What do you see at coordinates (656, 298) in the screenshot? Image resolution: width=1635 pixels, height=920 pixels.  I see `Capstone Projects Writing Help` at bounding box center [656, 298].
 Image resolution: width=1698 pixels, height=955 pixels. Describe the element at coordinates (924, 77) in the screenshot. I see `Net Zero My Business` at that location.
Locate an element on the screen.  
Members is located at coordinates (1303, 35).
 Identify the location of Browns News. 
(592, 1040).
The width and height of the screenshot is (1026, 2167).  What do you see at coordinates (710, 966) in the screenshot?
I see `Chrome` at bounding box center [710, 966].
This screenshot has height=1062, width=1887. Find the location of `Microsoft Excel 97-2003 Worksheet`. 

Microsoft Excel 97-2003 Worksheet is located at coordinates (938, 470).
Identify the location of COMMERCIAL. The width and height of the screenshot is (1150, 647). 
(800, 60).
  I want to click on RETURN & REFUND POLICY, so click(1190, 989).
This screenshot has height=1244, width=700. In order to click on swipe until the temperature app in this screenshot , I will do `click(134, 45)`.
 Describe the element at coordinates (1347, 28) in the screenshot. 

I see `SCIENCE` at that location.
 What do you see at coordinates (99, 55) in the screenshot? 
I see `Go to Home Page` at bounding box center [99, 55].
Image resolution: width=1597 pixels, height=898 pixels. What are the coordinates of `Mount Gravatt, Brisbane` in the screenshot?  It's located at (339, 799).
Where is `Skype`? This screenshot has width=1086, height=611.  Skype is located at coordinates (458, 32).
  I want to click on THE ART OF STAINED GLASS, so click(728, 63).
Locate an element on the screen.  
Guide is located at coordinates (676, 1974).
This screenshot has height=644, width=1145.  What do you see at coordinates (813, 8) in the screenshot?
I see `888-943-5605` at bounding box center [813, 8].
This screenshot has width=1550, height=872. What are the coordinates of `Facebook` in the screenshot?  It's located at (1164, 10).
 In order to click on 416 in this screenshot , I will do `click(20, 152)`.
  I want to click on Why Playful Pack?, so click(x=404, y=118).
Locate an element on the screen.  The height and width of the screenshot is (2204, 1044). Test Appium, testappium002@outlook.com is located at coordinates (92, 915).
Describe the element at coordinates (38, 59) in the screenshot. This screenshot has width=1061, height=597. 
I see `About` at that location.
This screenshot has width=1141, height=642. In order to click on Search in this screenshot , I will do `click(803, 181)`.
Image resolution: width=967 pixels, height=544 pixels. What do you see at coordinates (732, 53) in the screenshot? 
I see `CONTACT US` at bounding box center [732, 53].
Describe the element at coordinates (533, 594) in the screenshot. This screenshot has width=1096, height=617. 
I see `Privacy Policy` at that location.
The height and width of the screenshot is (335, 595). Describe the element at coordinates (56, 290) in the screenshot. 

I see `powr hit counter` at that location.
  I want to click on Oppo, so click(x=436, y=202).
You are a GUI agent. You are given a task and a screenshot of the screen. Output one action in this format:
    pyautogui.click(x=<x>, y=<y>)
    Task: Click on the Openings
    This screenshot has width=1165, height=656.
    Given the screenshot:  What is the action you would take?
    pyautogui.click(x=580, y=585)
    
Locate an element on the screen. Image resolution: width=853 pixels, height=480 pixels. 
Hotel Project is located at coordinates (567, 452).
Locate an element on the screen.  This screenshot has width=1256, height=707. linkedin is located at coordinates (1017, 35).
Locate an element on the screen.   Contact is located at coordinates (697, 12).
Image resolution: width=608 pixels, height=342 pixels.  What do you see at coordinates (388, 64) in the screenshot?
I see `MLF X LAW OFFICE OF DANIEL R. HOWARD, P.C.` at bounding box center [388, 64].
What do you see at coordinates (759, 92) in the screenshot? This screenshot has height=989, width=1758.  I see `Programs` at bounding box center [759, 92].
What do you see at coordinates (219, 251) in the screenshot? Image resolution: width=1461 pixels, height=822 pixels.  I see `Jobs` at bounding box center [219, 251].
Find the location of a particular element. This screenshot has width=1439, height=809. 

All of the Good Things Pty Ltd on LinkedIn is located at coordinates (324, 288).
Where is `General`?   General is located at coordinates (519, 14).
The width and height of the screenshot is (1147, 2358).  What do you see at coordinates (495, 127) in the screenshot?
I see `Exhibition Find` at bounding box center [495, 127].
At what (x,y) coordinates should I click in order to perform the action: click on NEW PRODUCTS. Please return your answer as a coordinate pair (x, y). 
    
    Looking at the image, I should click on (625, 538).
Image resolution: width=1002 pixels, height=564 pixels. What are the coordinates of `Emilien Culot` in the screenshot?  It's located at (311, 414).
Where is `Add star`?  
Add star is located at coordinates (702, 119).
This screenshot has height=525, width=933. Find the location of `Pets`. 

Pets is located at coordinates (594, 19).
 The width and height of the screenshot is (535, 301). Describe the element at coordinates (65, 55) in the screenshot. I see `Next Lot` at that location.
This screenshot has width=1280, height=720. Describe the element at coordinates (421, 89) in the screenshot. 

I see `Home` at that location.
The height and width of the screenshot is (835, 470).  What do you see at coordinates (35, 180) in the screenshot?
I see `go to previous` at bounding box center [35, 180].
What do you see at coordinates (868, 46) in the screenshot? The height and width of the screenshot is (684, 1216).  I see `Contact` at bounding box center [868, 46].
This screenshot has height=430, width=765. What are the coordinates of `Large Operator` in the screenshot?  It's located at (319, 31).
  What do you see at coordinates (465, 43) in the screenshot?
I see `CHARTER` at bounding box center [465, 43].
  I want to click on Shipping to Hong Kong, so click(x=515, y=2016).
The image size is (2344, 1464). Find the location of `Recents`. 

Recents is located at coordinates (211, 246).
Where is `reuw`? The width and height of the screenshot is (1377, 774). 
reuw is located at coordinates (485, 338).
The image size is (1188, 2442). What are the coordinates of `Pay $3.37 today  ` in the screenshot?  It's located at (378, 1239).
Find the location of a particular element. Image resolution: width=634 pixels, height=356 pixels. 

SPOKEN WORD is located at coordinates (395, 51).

--------------------------------------------------

● **Task directions**
Copy down the material above exactly as it is.

● **Solution for this exercise**
What do you see at coordinates (656, 298) in the screenshot? Image resolution: width=1635 pixels, height=920 pixels.  I see `Capstone Projects Writing Help` at bounding box center [656, 298].
 Image resolution: width=1698 pixels, height=955 pixels. Describe the element at coordinates (924, 77) in the screenshot. I see `Net Zero My Business` at that location.
Locate an element on the screen.  
Members is located at coordinates (1303, 35).
 Identify the location of Browns News. 
(592, 1040).
The width and height of the screenshot is (1026, 2167).  What do you see at coordinates (710, 966) in the screenshot?
I see `Chrome` at bounding box center [710, 966].
This screenshot has height=1062, width=1887. Find the location of `Microsoft Excel 97-2003 Worksheet`. 

Microsoft Excel 97-2003 Worksheet is located at coordinates (938, 470).
Identify the location of COMMERCIAL. The width and height of the screenshot is (1150, 647). 
(800, 60).
  I want to click on RETURN & REFUND POLICY, so click(1190, 989).
This screenshot has height=1244, width=700. In order to click on swipe until the temperature app in this screenshot , I will do `click(134, 45)`.
 Describe the element at coordinates (1347, 28) in the screenshot. 

I see `SCIENCE` at that location.
 What do you see at coordinates (99, 55) in the screenshot? 
I see `Go to Home Page` at bounding box center [99, 55].
Image resolution: width=1597 pixels, height=898 pixels. What are the coordinates of `Mount Gravatt, Brisbane` in the screenshot?  It's located at (339, 799).
Where is `Skype`? This screenshot has width=1086, height=611.  Skype is located at coordinates (458, 32).
  I want to click on THE ART OF STAINED GLASS, so click(728, 63).
Locate an element on the screen.  
Guide is located at coordinates (676, 1974).
This screenshot has height=644, width=1145.  What do you see at coordinates (813, 8) in the screenshot?
I see `888-943-5605` at bounding box center [813, 8].
This screenshot has width=1550, height=872. What are the coordinates of `Facebook` in the screenshot?  It's located at (1164, 10).
 In order to click on 416 in this screenshot , I will do `click(20, 152)`.
  I want to click on Why Playful Pack?, so click(x=404, y=118).
Locate an element on the screen.  The height and width of the screenshot is (2204, 1044). Test Appium, testappium002@outlook.com is located at coordinates (92, 915).
Describe the element at coordinates (38, 59) in the screenshot. This screenshot has width=1061, height=597. 
I see `About` at that location.
This screenshot has width=1141, height=642. In order to click on Search in this screenshot , I will do `click(803, 181)`.
Image resolution: width=967 pixels, height=544 pixels. What do you see at coordinates (732, 53) in the screenshot? 
I see `CONTACT US` at bounding box center [732, 53].
Describe the element at coordinates (533, 594) in the screenshot. This screenshot has width=1096, height=617. 
I see `Privacy Policy` at that location.
The height and width of the screenshot is (335, 595). Describe the element at coordinates (56, 290) in the screenshot. 

I see `powr hit counter` at that location.
  I want to click on Oppo, so click(x=436, y=202).
You are a GUI agent. You are given a task and a screenshot of the screen. Output one action in this format:
    pyautogui.click(x=<x>, y=<y>)
    Task: Click on the Openings
    This screenshot has width=1165, height=656.
    Given the screenshot:  What is the action you would take?
    pyautogui.click(x=580, y=585)
    
Locate an element on the screen. Image resolution: width=853 pixels, height=480 pixels. 
Hotel Project is located at coordinates (567, 452).
Locate an element on the screen.  This screenshot has width=1256, height=707. linkedin is located at coordinates (1017, 35).
Locate an element on the screen.   Contact is located at coordinates (697, 12).
Image resolution: width=608 pixels, height=342 pixels.  What do you see at coordinates (388, 64) in the screenshot?
I see `MLF X LAW OFFICE OF DANIEL R. HOWARD, P.C.` at bounding box center [388, 64].
What do you see at coordinates (759, 92) in the screenshot? This screenshot has height=989, width=1758.  I see `Programs` at bounding box center [759, 92].
What do you see at coordinates (219, 251) in the screenshot? Image resolution: width=1461 pixels, height=822 pixels.  I see `Jobs` at bounding box center [219, 251].
Find the location of a particular element. This screenshot has width=1439, height=809. 

All of the Good Things Pty Ltd on LinkedIn is located at coordinates (324, 288).
Where is `General`?   General is located at coordinates (519, 14).
The width and height of the screenshot is (1147, 2358).  What do you see at coordinates (495, 127) in the screenshot?
I see `Exhibition Find` at bounding box center [495, 127].
At what (x,y) coordinates should I click in order to perform the action: click on NEW PRODUCTS. Please return your answer as a coordinate pair (x, y). 
    
    Looking at the image, I should click on (625, 538).
Image resolution: width=1002 pixels, height=564 pixels. What are the coordinates of `Emilien Culot` in the screenshot?  It's located at (311, 414).
Where is `Add star`?  
Add star is located at coordinates (702, 119).
This screenshot has height=525, width=933. Find the location of `Pets`. 

Pets is located at coordinates (594, 19).
 The width and height of the screenshot is (535, 301). Describe the element at coordinates (65, 55) in the screenshot. I see `Next Lot` at that location.
This screenshot has width=1280, height=720. Describe the element at coordinates (421, 89) in the screenshot. 

I see `Home` at that location.
The height and width of the screenshot is (835, 470).  What do you see at coordinates (35, 180) in the screenshot?
I see `go to previous` at bounding box center [35, 180].
What do you see at coordinates (868, 46) in the screenshot? The height and width of the screenshot is (684, 1216).  I see `Contact` at bounding box center [868, 46].
This screenshot has height=430, width=765. What are the coordinates of `Large Operator` in the screenshot?  It's located at (319, 31).
  What do you see at coordinates (465, 43) in the screenshot?
I see `CHARTER` at bounding box center [465, 43].
  I want to click on Shipping to Hong Kong, so click(x=515, y=2016).
The image size is (2344, 1464). Find the location of `Recents`. 

Recents is located at coordinates (211, 246).
Where is `reuw`? The width and height of the screenshot is (1377, 774). 
reuw is located at coordinates (485, 338).
The image size is (1188, 2442). What are the coordinates of `Pay $3.37 today  ` in the screenshot?  It's located at (378, 1239).
Find the location of a particular element. Image resolution: width=634 pixels, height=356 pixels. 

SPOKEN WORD is located at coordinates (395, 51).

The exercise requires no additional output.